Twelve years ago, in gathering background material for a novel I was then writing, I discovered the Slave Narratives. Although I found the testimonies uneven, and the very bulk of them daunting, I saw at once the treasure that lay in the oral histories. The Narratives resounded with an authenticity I had not encountered before in any prose dealing with slavery. I set aside my novel and read on. It took me two years to read through the collection, and I ended up with a file of notes thick enough to fill a dozen novels. I subsequently wrote two, based on my notes.

The emotional content of the Narratives convinced me that they should be accessible to casual readers as well as to scholars and historians. Thus, I came to edit a selection, first from the North Carolina Narratives, now, as a companion volume, from the South Carolina voices.

The bucolic image of slaves living in contentment on the southern plantation has for years been labeled stereotypical. In the South Carolina Narratives, we may find over and over what appears to be a reinforcement of the label. Nostalgia veils many memories for the former slaves.

Times was sure better long time ago than they be now, says Sylvia Cannon.

While Peter Clifton from Kershaw County and the plantation of Biggers Mobley reports, Yes, sir, us had a bold, driving, pushing marster, but not a hardhearted one.

Of course, more than nostalgia cloaks South Carolinas ex-slaves. Age, for one thing was a factor; all the speakers were old. Old and poor. They made it into the 1930s, but a lot of them suffered the declining health that stalks old age and poverty. They also suffered the hopelessness of the Great Depression then blanketing their world.
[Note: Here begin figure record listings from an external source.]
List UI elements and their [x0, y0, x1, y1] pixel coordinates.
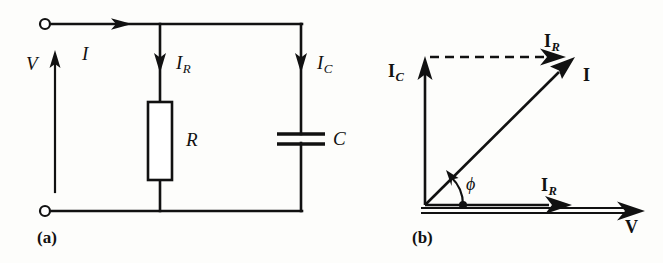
voltage-axis-label: V [625, 218, 638, 236]
phasor-ic-label: IC [388, 62, 404, 83]
top-terminal [40, 19, 50, 29]
resistor-label: R [186, 130, 198, 149]
capacitor-label: C [333, 129, 346, 148]
phase-angle-label: ϕ [466, 175, 475, 193]
phasor-ir-top-label: IR [544, 32, 560, 53]
resistor-current-label: IR [176, 53, 191, 75]
phasor-i-label: I [583, 66, 590, 84]
panel-b-caption: (b) [412, 229, 433, 246]
phasor-diagram [418, 49, 646, 221]
figure-container: V I IR IC R C (a) IC IR I IR ϕ V (b) [0, 0, 663, 263]
phasor-ic-label-base: I [388, 61, 395, 81]
phasor-i-shaft [425, 72, 559, 205]
phasor-ir-bottom-label-base: I [541, 175, 548, 195]
phasor-ir-top-label-sub: R [552, 40, 560, 54]
figure-graphics [0, 0, 663, 263]
resistor-current-label-sub: R [183, 61, 191, 76]
phase-angle-origin-dot [459, 201, 467, 209]
phasor-ir-bottom-label-sub: R [549, 184, 557, 198]
phase-angle-arc [451, 177, 463, 205]
resistor-current-label-base: I [176, 52, 182, 73]
phasor-ir-arrow-head [545, 196, 572, 214]
panel-a-caption: (a) [37, 229, 57, 246]
capacitor-current-label-base: I [317, 52, 323, 73]
resistor-symbol [148, 102, 172, 180]
phasor-ir-top-label-base: I [544, 31, 551, 51]
phasor-ic-label-sub: C [396, 70, 404, 84]
capacitor-current-label-sub: C [324, 61, 333, 76]
phasor-ir-bottom-label: IR [541, 176, 557, 197]
total-current-label: I [82, 44, 88, 63]
bottom-terminal [40, 206, 50, 216]
voltage-label: V [26, 54, 38, 73]
capacitor-current-label: IC [317, 53, 333, 75]
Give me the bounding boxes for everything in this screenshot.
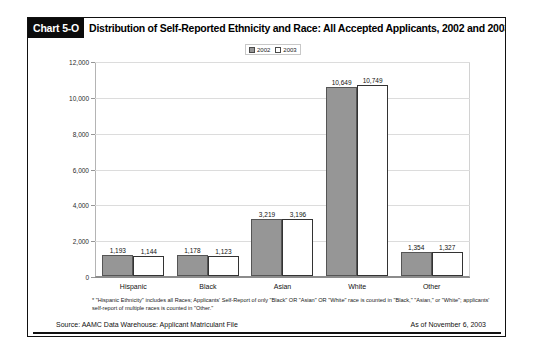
y-axis-label: 12,000 xyxy=(69,59,95,66)
legend-label-2003: 2003 xyxy=(283,47,296,53)
as-of-text: As of November 6, 2003 xyxy=(411,321,487,328)
chart-header: Chart 5-O Distribution of Self-Reported … xyxy=(28,18,505,38)
page-title: Distribution of Self-Reported Ethnicity … xyxy=(84,18,505,38)
bar-group: 1,3541,327Other xyxy=(394,63,469,276)
bar-value-label: 10,749 xyxy=(363,77,383,84)
y-axis-label: 4,000 xyxy=(73,202,95,209)
bar-groups: 1,1931,144Hispanic1,1781,123Black3,2193,… xyxy=(96,63,469,276)
bar-value-label: 1,123 xyxy=(215,248,231,255)
chart-number-badge: Chart 5-O xyxy=(28,18,84,38)
legend-swatch-2003 xyxy=(275,47,281,53)
y-axis-label: 8,000 xyxy=(73,130,95,137)
legend-swatch-2002 xyxy=(249,47,255,53)
bar-value-label: 3,219 xyxy=(259,211,275,218)
legend-label-2002: 2002 xyxy=(257,47,270,53)
bar-value-label: 1,178 xyxy=(184,247,200,254)
bar-value-label: 10,649 xyxy=(332,79,352,86)
bar-value-label: 1,193 xyxy=(110,247,126,254)
bar-other-2002: 1,354 xyxy=(401,252,432,276)
legend-item-2003: 2003 xyxy=(275,47,296,53)
bar-group: 10,64910,749White xyxy=(320,63,395,276)
y-axis-label: 6,000 xyxy=(73,166,95,173)
bar-group: 1,1781,123Black xyxy=(171,63,246,276)
source-row: Source: AAMC Data Warehouse: Applicant M… xyxy=(56,321,486,328)
bar-white-2002: 10,649 xyxy=(326,87,357,276)
bar-value-label: 1,327 xyxy=(439,244,455,251)
footnote-text: * "Hispanic Ethnicity" includes all Race… xyxy=(92,296,492,312)
y-axis-label: 10,000 xyxy=(69,94,95,101)
source-text: Source: AAMC Data Warehouse: Applicant M… xyxy=(56,321,238,328)
plot-wrapper: 02,0004,0006,0008,00010,00012,000 1,1931… xyxy=(95,62,470,277)
bar-value-label: 1,354 xyxy=(408,244,424,251)
bar-group: 3,2193,196Asian xyxy=(245,63,320,276)
chart-legend: 2002 2003 xyxy=(245,44,301,55)
x-axis-label: Other xyxy=(394,283,469,290)
bar-white-2003: 10,749 xyxy=(357,85,388,276)
legend-item-2002: 2002 xyxy=(249,47,270,53)
bar-black-2002: 1,178 xyxy=(177,255,208,276)
chart-page: Chart 5-O Distribution of Self-Reported … xyxy=(0,0,533,353)
bar-hispanic-2002: 1,193 xyxy=(102,255,133,276)
x-axis-label: Asian xyxy=(245,283,320,290)
bar-other-2003: 1,327 xyxy=(432,252,463,276)
bar-asian-2002: 3,219 xyxy=(251,219,282,276)
x-axis-label: Black xyxy=(171,283,246,290)
y-axis-label: 0 xyxy=(85,274,95,281)
bottom-divider xyxy=(33,332,501,334)
x-axis-label: Hispanic xyxy=(96,283,171,290)
bar-hispanic-2003: 1,144 xyxy=(133,256,164,276)
x-axis-label: White xyxy=(320,283,395,290)
bar-black-2003: 1,123 xyxy=(208,256,239,276)
bar-value-label: 1,144 xyxy=(141,248,157,255)
bar-value-label: 3,196 xyxy=(290,211,306,218)
bar-group: 1,1931,144Hispanic xyxy=(96,63,171,276)
gridline xyxy=(95,277,470,278)
y-axis-label: 2,000 xyxy=(73,238,95,245)
bar-asian-2003: 3,196 xyxy=(282,219,313,276)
Through the scrim of the seventy intervening years, it was easy for them to view their past lives in bondage as a time of plenty, a time when pleasures were simple and their youthful energies high, a time when plantation life meant shelter, food, medical care.

Why is there no pervasive cry of rage from the former bondsmen? Why instead these protestations of affection for a condition which shames the civilized world?

It is useful to remember that Freedom, following the Civil War, brought virtually no improvement in the lives of the liberated. The former slaves knew themselves to be free, but they also recognized their powerlessness. Reconstruction had shattered their embryonic political aspirations. They had felt saferthey had undoubtedly lived saferin the fiefdom of their former masters. Uneducated and ignorant of the world outside the plantation, oppressed by the law, intimidated by night riders and Klansmen, few could see Freedom as a condition to be cherished.

And little support came from their former defenders, the victors in the recent hostilities. The war-weary Yankees had lost interest in the high principle for which they had fought. Like their southern counterparts, they focused their efforts on rebuilding the strained economy, and left the new citizens to endure Freedom much as they had endured slavery.

Thus, field hands who had been exploited as slaves were abandoned to exploitation as sharecroppers. Merely to subsist, women who had been house slaves continued cooking and cleaning during the day and took in washing at night. A century would pass before the civil rights advances of the 1960s appreciably altered their lot.